I think "well before the personal computer showed up in the geological record" is a bit of hyperbole, but it is not a new phenomenon:
"We find that despite short-term fluctuations, partisanship or non-cooperation in the U.S. Congress has been increasing exponentially for over 60 years with no sign of abating or reversing"
"Partisanship has been attributed to a number of causes, including the stratifying wealth distribution of Americans [2]; boundary redistricting [3]; activist activity at primary elections [4]; changes in Congressional procedural rules [5]; political realignment in the American South [6]; the shift from electing moderate members to electing partisan members [7] movement by existing members towards ideological poles [8]; and an increasing political, pervasive media [9]."
Reformation was itself really about long-standing conflicts between countries/nationalities. Few people really care whether they are saved through faith alone or not, just as East and West weren't really having wars over whether "filioque" belongs in the Nicene Creed.
The Internet does give ordinary people the opportunity to be mean to each other on a daily basis rather than having wars. I'm genuinely not sure that's an improvement, since at least people would think twice before going into combat. The level of desiring to harass each other seems roughly constant.
The reformation broke out in the middle of the hundreds of tiny German microstates that comprised the "Holy Roman Empire". In fact that's the only way it could have broken out; power was diffused among hundreds of princes and the mechanisms of central control weren't strong enough to stop it. That's why it happened when and where it did. Nationalism and politics didn't enter into it for the better part of a century.
"We find that despite short-term fluctuations, partisanship or non-cooperation in the U.S. Congress has been increasing exponentially for over 60 years with no sign of abating or reversing"
"Partisanship has been attributed to a number of causes, including the stratifying wealth distribution of Americans [2]; boundary redistricting [3]; activist activity at primary elections [4]; changes in Congressional procedural rules [5]; political realignment in the American South [6]; the shift from electing moderate members to electing partisan members [7] movement by existing members towards ideological poles [8]; and an increasing political, pervasive media [9]."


**WHAT THE EXERCISE ASKS**
Please count the lines in the data below that hold the word "carbon", and give only the number.

**DATA FOR ANALYSIS**

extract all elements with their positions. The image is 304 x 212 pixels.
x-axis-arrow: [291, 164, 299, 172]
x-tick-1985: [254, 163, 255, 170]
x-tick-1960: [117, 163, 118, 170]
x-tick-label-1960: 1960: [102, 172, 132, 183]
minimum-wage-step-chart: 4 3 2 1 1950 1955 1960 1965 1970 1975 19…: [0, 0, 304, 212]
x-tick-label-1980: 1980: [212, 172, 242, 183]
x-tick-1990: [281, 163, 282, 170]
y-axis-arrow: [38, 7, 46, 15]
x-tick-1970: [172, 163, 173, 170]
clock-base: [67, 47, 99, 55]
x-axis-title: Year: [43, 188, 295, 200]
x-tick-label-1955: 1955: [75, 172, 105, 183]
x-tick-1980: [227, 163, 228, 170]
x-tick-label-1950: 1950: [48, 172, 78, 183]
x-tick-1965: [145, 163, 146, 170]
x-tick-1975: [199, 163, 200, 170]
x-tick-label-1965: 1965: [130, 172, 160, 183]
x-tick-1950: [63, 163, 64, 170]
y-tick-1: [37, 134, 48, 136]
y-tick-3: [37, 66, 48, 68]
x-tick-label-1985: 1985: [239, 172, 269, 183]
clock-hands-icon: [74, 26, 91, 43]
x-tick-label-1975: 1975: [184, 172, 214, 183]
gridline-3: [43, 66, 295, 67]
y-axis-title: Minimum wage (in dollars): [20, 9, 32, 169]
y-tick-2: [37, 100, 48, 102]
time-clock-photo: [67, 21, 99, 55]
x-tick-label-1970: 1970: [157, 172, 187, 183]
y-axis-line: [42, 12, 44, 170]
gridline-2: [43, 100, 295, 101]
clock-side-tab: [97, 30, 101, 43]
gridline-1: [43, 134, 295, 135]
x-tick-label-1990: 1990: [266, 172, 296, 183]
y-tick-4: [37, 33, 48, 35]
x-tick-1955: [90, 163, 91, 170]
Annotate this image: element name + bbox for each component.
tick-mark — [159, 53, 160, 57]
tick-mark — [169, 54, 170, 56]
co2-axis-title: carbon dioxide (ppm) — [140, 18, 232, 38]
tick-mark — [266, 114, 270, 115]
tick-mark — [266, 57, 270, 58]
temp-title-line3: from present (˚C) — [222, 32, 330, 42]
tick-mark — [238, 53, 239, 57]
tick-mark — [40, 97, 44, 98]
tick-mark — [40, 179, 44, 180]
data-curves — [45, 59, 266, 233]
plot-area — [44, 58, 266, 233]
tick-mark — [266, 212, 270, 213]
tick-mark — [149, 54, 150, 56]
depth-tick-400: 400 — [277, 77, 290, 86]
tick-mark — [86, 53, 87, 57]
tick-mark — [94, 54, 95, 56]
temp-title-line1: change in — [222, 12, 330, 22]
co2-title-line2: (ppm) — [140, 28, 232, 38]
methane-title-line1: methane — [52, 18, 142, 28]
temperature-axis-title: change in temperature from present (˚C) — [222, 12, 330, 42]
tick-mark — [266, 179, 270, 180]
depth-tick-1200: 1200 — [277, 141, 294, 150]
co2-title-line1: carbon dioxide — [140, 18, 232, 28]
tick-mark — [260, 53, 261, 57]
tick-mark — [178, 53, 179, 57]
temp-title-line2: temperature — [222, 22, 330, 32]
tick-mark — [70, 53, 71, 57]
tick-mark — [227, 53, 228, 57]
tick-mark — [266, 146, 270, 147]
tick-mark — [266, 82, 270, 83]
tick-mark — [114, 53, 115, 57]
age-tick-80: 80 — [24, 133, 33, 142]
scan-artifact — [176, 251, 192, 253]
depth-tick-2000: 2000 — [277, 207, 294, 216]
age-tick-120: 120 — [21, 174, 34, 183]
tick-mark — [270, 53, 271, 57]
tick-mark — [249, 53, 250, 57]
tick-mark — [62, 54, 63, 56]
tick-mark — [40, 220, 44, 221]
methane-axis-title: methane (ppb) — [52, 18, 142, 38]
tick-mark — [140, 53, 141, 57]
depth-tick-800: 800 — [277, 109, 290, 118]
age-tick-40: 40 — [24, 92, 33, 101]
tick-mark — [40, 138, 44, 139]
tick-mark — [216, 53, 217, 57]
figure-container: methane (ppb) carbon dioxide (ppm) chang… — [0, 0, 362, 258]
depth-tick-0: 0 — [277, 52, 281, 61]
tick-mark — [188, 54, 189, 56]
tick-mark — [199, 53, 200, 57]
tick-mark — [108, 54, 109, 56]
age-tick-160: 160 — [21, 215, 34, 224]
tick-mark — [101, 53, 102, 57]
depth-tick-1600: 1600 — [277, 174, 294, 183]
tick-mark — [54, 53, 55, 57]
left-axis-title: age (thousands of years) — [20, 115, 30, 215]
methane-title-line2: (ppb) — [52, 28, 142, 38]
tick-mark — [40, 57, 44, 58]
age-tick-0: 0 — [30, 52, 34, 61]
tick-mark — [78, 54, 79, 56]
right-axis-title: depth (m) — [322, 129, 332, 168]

**RESULT OF THE EXERCISE**
3